Thursday, July 29, 2010

HOMILY FOR EIGHTEENTH SUNDAY IN ORDINARY TIME,

Our Liturgy today seems to present us with a rather gloomy picture of the human situation. It brings out forcefully the issue of self-dependence and condemns it. Holy Mother, the Church draws our attention to the fact we do not own our lives; God does. He is the only one who owns the key unlock our future. The psalmist puts it beautifully what the Church desires for her members when he says “Lord make us know the shortness of our lives so that we may gain a wisdom of heart.” Sir Edwyn Hoskyns used to say that Ecclesiastes was the most Christian book in the Old Testament. What he meant was that Ecclesiastes is a ruthless exposure of what the human life is apart from God and if taken really seriously, prepares the way for a hearing of the Gospel of Christ. What therefore “Vanity of Vanities” means is that all of human life is ultimately futile and meaningless if viewed in itself, apart from God. Most of our translations use the word ‘Vanity’, but that word has the meaning today of excessive self-love, especially of our physical appearance. The original word used in Hebrew “hebel” is ‘something that is transitory or passing, and has no substance’, and so the real sense of this passage is that the transitory things of the world are not to be chased after, but only the thing that lasts – the eternal God – is worth chasing after. The readings for today’s Liturgy bring out four issues for our consideration.
To begin with, one of the issues is the role of poverty in the life of the Christian. The point of today’s parable is that man is a fool who thinks he can secure his life by amassing worldly possessions. Jesus does not say that such goods are bad; nor does he say that man in question has lost his eternal soul because of his concern to increase his wealth: he merely points out the stupidity of planning one’s life without reckoning with what God has in store for us. This passage reiterates Luke 9:25 “What does it profit a man if he gains the whole world and suffers the loss of his own soul?”
Secondly, do we try to plan our lives without God? We who live in an era of affluence, counselors, contraceptives, scientific advancement (Humanism) and the like have the tendency to think that the human being is the centre of the world. Our reason for being on earth is for God and God only. Our basic Catechesis teaches us that God created us to know him; to love him and to serve Him. The folly of the man presented to us by our Lord in today’s parable is that he thought he could plan without God. Little did he realize that that very night, while he was making grand plans for the future, God was going to call him from this life to the next life where he will have to give an account of his stewardship. How many of us try to do the same thing? The life that we have is not our own; it has been loaned to us by God for a short period of time. “But God said to him, ‘Fool! This night your soul is required of you; and the things you have prepared, whose will they be? So is he who lays up treasure for himself and is not rich towards God” (Luke 12:21).
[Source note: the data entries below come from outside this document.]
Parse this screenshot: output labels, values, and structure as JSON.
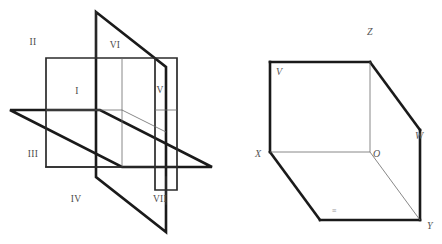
{
  "figure": {
    "background_color": "#ffffff",
    "stroke_color": "#1a1a1a",
    "thin_stroke_color": "#6a6a6a",
    "label_color": "#4a4a4a"
  },
  "left_diagram": {
    "name": "three-intersecting-coordinate-planes",
    "octant_labels": [
      {
        "text": "II",
        "x": 33,
        "y": 45
      },
      {
        "text": "VI",
        "x": 115,
        "y": 48
      },
      {
        "text": "I",
        "x": 77,
        "y": 94
      },
      {
        "text": "V",
        "x": 160,
        "y": 93
      },
      {
        "text": "III",
        "x": 33,
        "y": 157
      },
      {
        "text": "IV",
        "x": 76,
        "y": 202
      },
      {
        "text": "VII",
        "x": 160,
        "y": 202
      }
    ]
  },
  "right_diagram": {
    "name": "coordinate-trihedron",
    "vertex_labels": [
      {
        "text": "V",
        "x": 276,
        "y": 75
      },
      {
        "text": "Z",
        "x": 367,
        "y": 35
      },
      {
        "text": "W",
        "x": 415,
        "y": 139
      },
      {
        "text": "X",
        "x": 261,
        "y": 157
      },
      {
        "text": "O",
        "x": 373,
        "y": 157
      },
      {
        "text": "Y",
        "x": 427,
        "y": 229
      }
    ],
    "faint_marks": [
      {
        "text": "≡",
        "x": 332,
        "y": 213
      }
    ]
  }
}
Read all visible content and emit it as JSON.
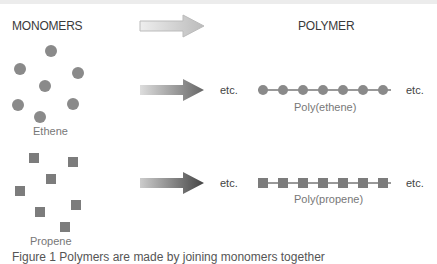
{
  "headers": {
    "monomers": "MONOMERS",
    "polymer": "POLYMER"
  },
  "rows": [
    {
      "monomer": "Ethene",
      "polymer": "Poly(ethene)",
      "unit_shape": "circle",
      "arrow_color": "#777777"
    },
    {
      "monomer": "Propene",
      "polymer": "Poly(propene)",
      "unit_shape": "square",
      "arrow_color": "#555555"
    }
  ],
  "etc_label": "etc.",
  "chain_units": 7,
  "caption_partial": "Figure 1 Polymers are made by joining monomers together"
}
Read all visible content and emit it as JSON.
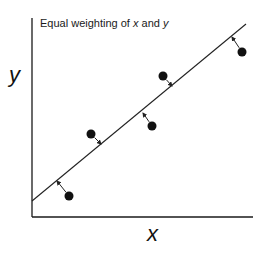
{
  "diagram": {
    "title_prefix": "Equal weighting of ",
    "title_var1": "x",
    "title_mid": " and ",
    "title_var2": "y",
    "xlabel": "x",
    "ylabel": "y",
    "colors": {
      "axis": "#1a1a1a",
      "line": "#222222",
      "points": "#111111",
      "arrows": "#222222"
    },
    "axes": {
      "origin": [
        32,
        217
      ],
      "x_end": [
        253,
        217
      ],
      "y_end": [
        32,
        18
      ]
    },
    "fit_line": {
      "from": [
        32,
        201
      ],
      "to": [
        246,
        24
      ]
    },
    "points": [
      {
        "cx": 69,
        "cy": 196,
        "foot": [
          57,
          181
        ]
      },
      {
        "cx": 91,
        "cy": 134,
        "foot": [
          101,
          144
        ]
      },
      {
        "cx": 152,
        "cy": 126,
        "foot": [
          143,
          113
        ]
      },
      {
        "cx": 163,
        "cy": 76,
        "foot": [
          172,
          86
        ]
      },
      {
        "cx": 242,
        "cy": 52,
        "foot": [
          232,
          37
        ]
      }
    ]
  }
}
Thirdly, we are called upon to reject the works of darkness. In this age of permissiveness, we should listen attentively to Paul when he tells us, “Put to death, therefore, what is earthly in you: immorality, impurity, passion, evil desire, covetousness, which is idolatry” (Colossians 3:5). This is as true now as it was then. We are to reject the works of darkness and be light to the world through the shining example of our Christian love.
Finally, the readings brings to the fore the fact that Christians should not place their hope in worldly possessions. A faithful Christian needs them in order to lead a full human life, in order to secure his own personal freedom, in order to provide for his family. But the Old Testament and the New Testament tell us over and over again that we are not to place our security and happiness in these things because they are all passing away. Our confidence is in the name of the Lord who is immovable as Mount Zion, who is more firm than Gibraltar.
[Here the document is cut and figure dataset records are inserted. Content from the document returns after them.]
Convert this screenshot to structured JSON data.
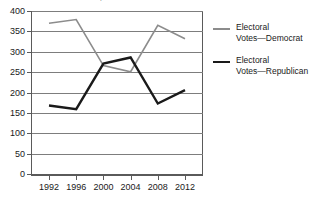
{
  "chart_data": {
    "type": "line",
    "title": "Elections, 1992–2012",
    "xlabel": "",
    "ylabel": "",
    "categories": [
      "1992",
      "1996",
      "2000",
      "2004",
      "2008",
      "2012"
    ],
    "x": [
      1992,
      1996,
      2000,
      2004,
      2008,
      2012
    ],
    "series": [
      {
        "name": "Electoral Votes—Democrat",
        "legend_line1": "Electoral",
        "legend_line2": "Votes—Democrat",
        "color": "#8c8c8c",
        "line_width": 1.6,
        "values": [
          370,
          379,
          266,
          251,
          365,
          332
        ]
      },
      {
        "name": "Electoral Votes—Republican",
        "legend_line1": "Electoral",
        "legend_line2": "Votes—Republican",
        "color": "#1a1a1a",
        "line_width": 2.4,
        "values": [
          168,
          159,
          271,
          286,
          173,
          206
        ]
      }
    ],
    "ylim": [
      0,
      400
    ],
    "yticks": [
      0,
      50,
      100,
      150,
      200,
      250,
      300,
      350,
      400
    ],
    "ytick_labels": [
      "0",
      "50",
      "100",
      "150",
      "200",
      "250",
      "300",
      "350",
      "400"
    ],
    "grid": true,
    "grid_color": "#7d7d7d",
    "legend_position": "right",
    "background": "#ffffff"
  }
}
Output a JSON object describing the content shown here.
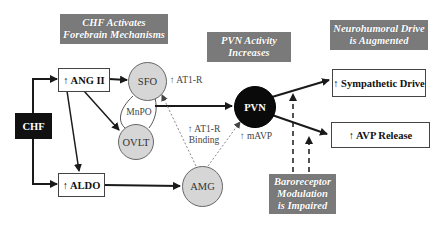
{
  "headers": {
    "forebrain": {
      "line1": "CHF  Activates",
      "line2": "Forebrain Mechanisms"
    },
    "pvn": {
      "line1": "PVN Activity",
      "line2": "Increases"
    },
    "neurohumoral": {
      "line1": "Neurohumoral Drive",
      "line2": "is Augmented"
    },
    "baroreceptor": {
      "line1": "Baroreceptor",
      "line2": "Modulation",
      "line3": "is Impaired"
    }
  },
  "nodes": {
    "chf": "CHF",
    "ang2": "↑ ANG II",
    "aldo": "↑ ALDO",
    "sfo": "SFO",
    "ovlt": "OVLT",
    "amg": "AMG",
    "pvn": "PVN",
    "sympathetic": "↑ Sympathetic Drive",
    "avp": "↑ AVP Release"
  },
  "labels": {
    "mnpo": "MnPO",
    "at1r": "↑ AT1-R",
    "at1r_binding_1": "↑ AT1-R",
    "at1r_binding_2": "Binding",
    "mavp": "↑ mAVP"
  },
  "colors": {
    "header_bg": "#7a7a7a",
    "circle_fill": "#d6d6d6",
    "dark": "#0a0a0a",
    "line": "#1a1a1a",
    "dotted": "#888888"
  }
}
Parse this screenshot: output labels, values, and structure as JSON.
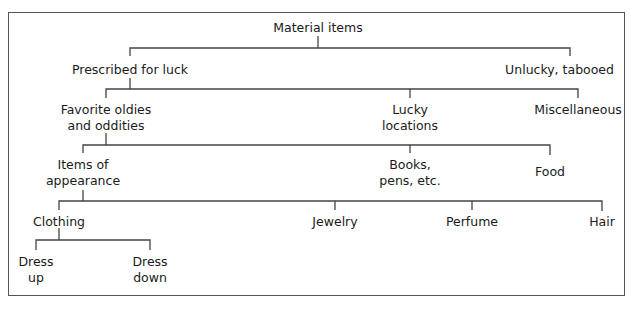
{
  "diagram": {
    "type": "tree",
    "line_color": "#444444",
    "root": {
      "label": "Material items",
      "children": [
        {
          "label": "Prescribed for luck",
          "children": [
            {
              "label": "Favorite oldies and oddities",
              "children": [
                {
                  "label": "Items of appearance",
                  "children": [
                    {
                      "label": "Clothing",
                      "children": [
                        {
                          "label": "Dress up"
                        },
                        {
                          "label": "Dress down"
                        }
                      ]
                    },
                    {
                      "label": "Jewelry"
                    },
                    {
                      "label": "Perfume"
                    },
                    {
                      "label": "Hair"
                    }
                  ]
                },
                {
                  "label": "Books, pens, etc."
                },
                {
                  "label": "Food"
                }
              ]
            },
            {
              "label": "Lucky locations"
            },
            {
              "label": "Miscellaneous"
            }
          ]
        },
        {
          "label": "Unlucky, tabooed"
        }
      ]
    }
  },
  "nodes": {
    "material_items": "Material items",
    "prescribed_for_luck": "Prescribed for luck",
    "unlucky_tabooed": "Unlucky, tabooed",
    "favorite_oldies_l1": "Favorite oldies",
    "favorite_oldies_l2": "and oddities",
    "lucky_locations_l1": "Lucky",
    "lucky_locations_l2": "locations",
    "miscellaneous": "Miscellaneous",
    "items_of_appearance_l1": "Items of",
    "items_of_appearance_l2": "appearance",
    "books_pens_l1": "Books,",
    "books_pens_l2": "pens, etc.",
    "food": "Food",
    "clothing": "Clothing",
    "jewelry": "Jewelry",
    "perfume": "Perfume",
    "hair": "Hair",
    "dress_up_l1": "Dress",
    "dress_up_l2": "up",
    "dress_down_l1": "Dress",
    "dress_down_l2": "down"
  }
}
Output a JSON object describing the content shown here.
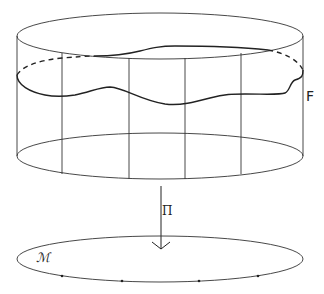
{
  "diagram": {
    "labels": {
      "fiber_space": "F",
      "projection": "Π",
      "base_manifold": "ℳ"
    },
    "colors": {
      "stroke": "#333333",
      "background": "#ffffff"
    },
    "elements": {
      "cylinder": "total space drawn as cylinder with vertical fibers",
      "section_curve": "wavy closed curve around cylinder (front solid, back partly dashed)",
      "arrow": "downward projection arrow labeled Π",
      "base": "ellipse labeled ℳ with four marked points"
    },
    "fiber_count": 4,
    "marked_points": 4
  }
}
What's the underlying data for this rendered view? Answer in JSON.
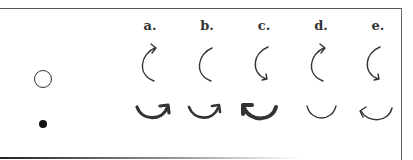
{
  "figure": {
    "type": "diagram",
    "legend": [
      {
        "symbol": "open-circle",
        "meaning": ""
      },
      {
        "symbol": "filled-dot",
        "meaning": ""
      }
    ],
    "options": [
      {
        "label": "a.",
        "upper": "arc-open-right-arrow-at-top",
        "lower": "thick-cup-arrow-pointing-up-right"
      },
      {
        "label": "b.",
        "upper": "arc-open-right-no-arrow",
        "lower": "thick-cup-arrow-pointing-up-right"
      },
      {
        "label": "c.",
        "upper": "arc-open-right-arrow-at-bottom",
        "lower": "very-thick-cup-arrow-pointing-up-left"
      },
      {
        "label": "d.",
        "upper": "arc-open-right-arrow-at-top",
        "lower": "thin-cup-no-arrow"
      },
      {
        "label": "e.",
        "upper": "arc-open-right-arrow-at-bottom",
        "lower": "thin-cup-arrow-pointing-up-left"
      }
    ],
    "colors": {
      "stroke": "#333333",
      "frame": "#555555",
      "background": "#ffffff"
    }
  }
}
Jesus invites us to ponder what the true riches are in human life. In the story Jesus tells, the man whose barn is bursting with an abundant harvest, plans on building bigger barns. He believes he's totally self-sufficient with all that stored-up wealth. The man has virtually shut out everyone else from his life and his thoughts for he says “This is what I will do. I will tear down my barns and build bigger ones and there I will store all my grain and my goods. And I will say to myself, ‘You have plenty of good things laid up for many years. Take life easy; eat, drink and be merry” (Luke 12:18-19).
Jesus teaches that those who rely solely on material goods, and allow them to control their existence to the point of greed and possessiveness are storing up treasures that will not last. It's being "rich in what matters to God" that is true wealth in the Kingdom. Examine your heart this Sunday. Have you focused on material goods, treasures that will not last? Or have you allowed God to fill you with love—with wealth of the "richest kind?"
St. Augustine puts it succinctly when he says “Lord, you created us for yourself and our hearts are restless until they rest in God.” We are more dignified than material possessions because we have been created in the image and likeness of God. “Therefore, I tell you do not worry about your life, what you will eat or what you will drink or about your body, what you will wear. Is not life more than food and the body more than clothing? Look at the birds of the air, they neither sow nor reap nor gather into barns and yet your heavenly father feeds them. Are you not of more value than they (Matthew 6:25-26)?